Mississippi Native: Snowden Wright
"That’s how Mississippi has affected my identity. It made me a novelist."
What does it mean to call Mississippi home? Why do people choose to leave or live in this weird, wonderful, and sometimes infuriating place? Novelist Snowden Wright fled Mississippi—and his hometown of Meridian—when he left for college in the Northeast. “I wanted to exile myself from home so I could better understand what home had done to me,” he writes. While stalled on the writing of his second book, he moved from New York City back to his home state. After a stint in Atlanta, he now lives and writes from his home on his family’s farm in Yazoo County. Snowden’s newest novel, The Queen City Detective Agency, which follows a jaded female P.I. enmeshed in a criminal conspiracy in 1980s Meridian, MS, is forthcoming in August. Below, Snowden tells us what keeps him rooted in Mississippi.
Where are you from?
At the center of a loosely affiliated crime circuit between New Orleans, Birmingham, Jackson, Biloxi, Phenix City, and Atlanta sits Meridian, Mississippi, the state’s erstwhile “Queen City,” where white supremacists plotted the “Mississippi Burning” murders of James Chaney, Andrew Goodman, and Michael Schwerner in 1964; where the KKK bombed a synagogue in 1968; where, in dive bars, truck stops, and no-tell motels, the infamous Dixie Mafia conducted its extra-legal business of drug-trafficking, numbers-running, loan-sharking, election-rigging, racketeering, prostitution, extortion, protection, and assassination.
That’s where I’m from.
But also in Meridian, Mississippi, James Meredith began a legal campaign against Ole Miss that eventually led to the state university’s integration. Also in Meridian, Mississippi, after the murders of Chaney, Goodman, and Schwerner, an all-white jury convicted seven people, including a white deputy sheriff, the first time in the history of the state a white jury has convicted a white official on civil-rights charges. Also in Meridian, Mississippi, progressively minded individuals live and work and strive for progress in a too-often and too-easily maligned city and state.

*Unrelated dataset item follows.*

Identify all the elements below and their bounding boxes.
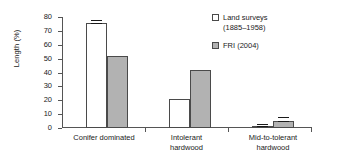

Why did you leave Mississippi? Where did you go?
In Portrait of an Artist as a Young Man, James Joyce writes, “I will try to express myself in some mode of life or art as freely as I can and as wholly as I can, using for my defense the only arms I allow myself to use—silence, exile, and cunning.” My decision to leave Mississippi for college as a young man who was neither cunning nor silent perforce involved exile.
I wanted to exile myself from home so I could better understand what home had done to me. I wanted to figure out who I was, what Mississippi had created.
To my myopic teenaged mind, Meridian felt like a Dixie Jonestown. Everyone had eaten the Kool-Aid pickle. In Hanover, New Hampshire, essentially another planet to some kid who didn’t even know how to use chopsticks, I wanted to surround myself with people from all over the country and all over the world. I hoped to encounter new modes of thinking, a broader sense of culture, and a diverse range of life experiences.
And I did encounter those things. I was surrounded by all kinds of people. I also spent a lot of time explaining to those people that, yes, you can make pickles with Kool-Aid.

Why did you return to Mississippi?
Back in 2014, I was living in New York, working on my second novel, American Pop, while also working a full-time job. The book was taking forever to write. Every day I woke up at five in the morning to work on it before heading in to the office. Then, sadly, my grandfather passed away. With the small inheritance he left me, I decided to honor his memory and his generosity by using the money to quit my day job and return to the state he’d lived in his entire life.
I spent a year and a half in Oxford, Mississippi, writing full-time. Was it an amazing experience? Of course. Do I realize how fortunate I was? Absolutely. Did I decide to stay in Mississippi? Nope!
After finishing the novel, I moved to Atlanta, where I worked a day job once again. The sale of my second and third novels enabled me to not only quit that job but also build a house on my family’s farm in Mississippi. For the house site I chose the spot in a pecan grove where my grandmother’s childhood home had stood before it burned down. The construction crew literally had to dig up the foundations of her house before I could put down my own.
I’ve been living in Yazoo County, Mississippi, maybe for the long haul, since the start of 2020.
I wanted to exile myself from home so I could better understand what home had done to me. I wanted to figure out who I was, what Mississippi had created.